2. We know that it is conceptually necessarily false that Constitutionalism applies to a trinitarian concept of God.

Hence:

3. It is not rational for us to accept that Constitutionalism applies to a trinitarian concept of God.

(I assume that any concept that is a trinitarian concept of God entails that it is logically impossible that one trinitarian Person exist and the others not exist.)

Perhaps a further look at Hasker's modal conceptualism will remove or lessen the problem. The success of the overall enterprise relies, among other things, on the account of necessity that is presupposed.

Elsewhere, Hasker characterizes his view of necessity as standing between two extremes.[4] One is Richard Swinburne's perspective:

the nominalist . . . believes that the only truths at stake concern . . . words. There is . . . no timeless realm of statements and logical necessity but just facts about how humans use language[5]

It differs from the modal realism of Plantinga.[6] Modal realism grounds necessity (human) mind-independently in either abstract objects or the mind of God. Hasker's view is: "modal conceptualism that denies that logical necessity and possibility pertain to the mind-independent world . . . . (they) pertain to concepts . . . ways it is possible for a mind to grasp and classify the world and its contents."[7]

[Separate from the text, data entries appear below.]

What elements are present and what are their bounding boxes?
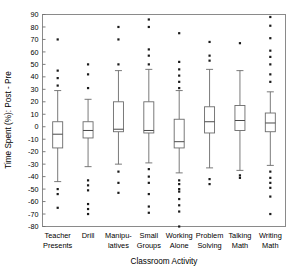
- outlier-point: [178, 87, 180, 89]
- outlier-point: [239, 174, 241, 176]
- x-category-label: Small: [140, 231, 159, 240]
- outlier-point: [148, 48, 150, 50]
- outlier-point: [178, 68, 180, 70]
- outlier-point: [87, 179, 89, 181]
- outlier-point: [269, 16, 271, 18]
- y-tick-label: 90: [31, 10, 39, 19]
- plot-frame: [43, 15, 286, 227]
- outlier-point: [208, 60, 210, 62]
- box-plot-item: [235, 42, 245, 179]
- outlier-point: [117, 182, 119, 184]
- outlier-point: [239, 42, 241, 44]
- x-category-label: Groups: [137, 241, 162, 250]
- y-tick-label: -70: [28, 210, 38, 219]
- outlier-point: [178, 204, 180, 206]
- box-plot-item: [83, 63, 93, 215]
- outlier-point: [269, 195, 271, 197]
- outlier-point: [208, 183, 210, 185]
- outlier-point: [87, 189, 89, 191]
- box-plot-item: [53, 38, 63, 209]
- x-axis-title: Classroom Activity: [131, 257, 199, 266]
- y-tick-label: 40: [31, 72, 39, 81]
- outlier-point: [269, 25, 271, 27]
- x-category-label: Alone: [170, 241, 189, 250]
- outlier-point: [178, 210, 180, 212]
- x-category-label: Working: [166, 231, 193, 240]
- y-tick-label: 20: [31, 97, 39, 106]
- chart-canvas: 9080706050403020100-10-20-30-40-50-60-70…: [0, 0, 308, 271]
- outlier-point: [269, 182, 271, 184]
- plot-frame-group: [43, 15, 286, 227]
- y-tick-label: -40: [28, 172, 38, 181]
- box-plot-item: [144, 18, 154, 213]
- x-category-label: Presents: [43, 241, 72, 250]
- outlier-point: [148, 63, 150, 65]
- x-category-label: Drill: [82, 231, 95, 240]
- box-plot-item: [205, 41, 215, 185]
- iqr-box: [235, 106, 245, 131]
- outlier-point: [57, 38, 59, 40]
- x-category-label: Writing: [259, 231, 282, 240]
- outlier-point: [87, 87, 89, 89]
- outlier-point: [208, 55, 210, 57]
- y-tick-label: -50: [28, 185, 38, 194]
- outlier-point: [208, 41, 210, 43]
- box-plot-chart: 9080706050403020100-10-20-30-40-50-60-70…: [0, 0, 308, 271]
- outlier-point: [269, 50, 271, 52]
- outlier-point: [57, 207, 59, 209]
- outlier-point: [87, 184, 89, 186]
- iqr-box: [53, 122, 63, 148]
- outlier-point: [57, 70, 59, 72]
- outlier-point: [178, 183, 180, 185]
- outlier-point: [148, 176, 150, 178]
- outlier-point: [269, 177, 271, 179]
- outlier-point: [178, 225, 180, 227]
- outlier-point: [117, 38, 119, 40]
- x-category-label: Solving: [197, 241, 221, 250]
- outlier-point: [148, 182, 150, 184]
- outlier-point: [178, 179, 180, 181]
- outlier-point: [269, 37, 271, 39]
- iqr-box: [83, 122, 93, 138]
- box-plot-series: [53, 16, 276, 228]
- outlier-point: [269, 187, 271, 189]
- x-category-label: latives: [108, 241, 129, 250]
- outlier-point: [178, 81, 180, 83]
- outlier-point: [178, 198, 180, 200]
- y-tick-label: 10: [31, 110, 39, 119]
- outlier-point: [148, 193, 150, 195]
- outlier-point: [87, 203, 89, 205]
- y-tick-label: 80: [31, 23, 39, 32]
- iqr-box: [174, 119, 184, 148]
- outlier-point: [148, 18, 150, 20]
- outlier-point: [148, 55, 150, 57]
- y-tick-label: 50: [31, 60, 39, 69]
- outlier-point: [239, 177, 241, 179]
- box-plot-item: [174, 32, 184, 227]
- outlier-point: [57, 188, 59, 190]
- outlier-point: [178, 190, 180, 192]
- outlier-point: [148, 205, 150, 207]
- outlier-point: [87, 213, 89, 215]
- iqr-box: [113, 102, 123, 132]
- outlier-point: [148, 26, 150, 28]
- outlier-point: [269, 56, 271, 58]
- y-tick-label: -30: [28, 160, 38, 169]
- x-category-label: Manipu-: [105, 231, 132, 240]
- x-axis-category-labels: TeacherPresentsDrillManipu-lativesSmallG…: [43, 231, 282, 250]
- iqr-box: [144, 102, 154, 133]
- y-tick-label: 60: [31, 48, 39, 57]
- x-category-label: Math: [232, 241, 248, 250]
- outlier-point: [87, 208, 89, 210]
- outlier-point: [117, 192, 119, 194]
- outlier-point: [269, 63, 271, 65]
- iqr-box: [265, 113, 275, 132]
- box-plot-item: [113, 26, 123, 194]
- outlier-point: [269, 81, 271, 83]
- outlier-point: [148, 212, 150, 214]
- outlier-point: [148, 168, 150, 170]
- outlier-point: [208, 178, 210, 180]
- outlier-point: [117, 171, 119, 173]
- outlier-point: [117, 26, 119, 28]
- outlier-point: [269, 73, 271, 75]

Nonetheless, for Hasker concepts exist in worlds without minds. Since conceptualism is described briefly and not defended against modal realism beyond Hasker finding the latter mysterious, it is hard to be confident what to say about it. Are we to read it as entailing, not that concepts are necessary entities, but that we simply cannot but think of them as such? Is it mind-independently true that the divine essence (if in Hasker's sense there is any such thing) necessarily 'supports' the Trinity, although it looks to us as if it need not do so? In any case, a great gulf is fixed between conceptual necessity and the fundamental structure of reality. The stiff winds of Königsberg blow strongly through Huntington.


[1] See Gerald L. Bray, The Doctrine of God (Downer's Grove: Intervarsity Press) for a brief discussion of the relevance of Neo-Platonism.

[2] This translation of Summa Theologiae Ia.39.5 ad 2.245a is provided by Brian Leftow in "A Latin Trinity", Faith and Philosophy 21/3 (July 2004), 305.

[3] At least any version of Constitutionalism that contains 4*.

[4] "Analytic Philosophy of Religion," The Oxford Handbook of Philosophy of Religion (Oxford: Oxford University Press, 2005), 421-446.

[5] The Christian God (Oxford: Clarendon Press: 1994), 105-106.

[6] The Nature of Necessity (Oxford: Clarendon Press, 1974).

[7] "Analytic Philosophy of Religion," 439.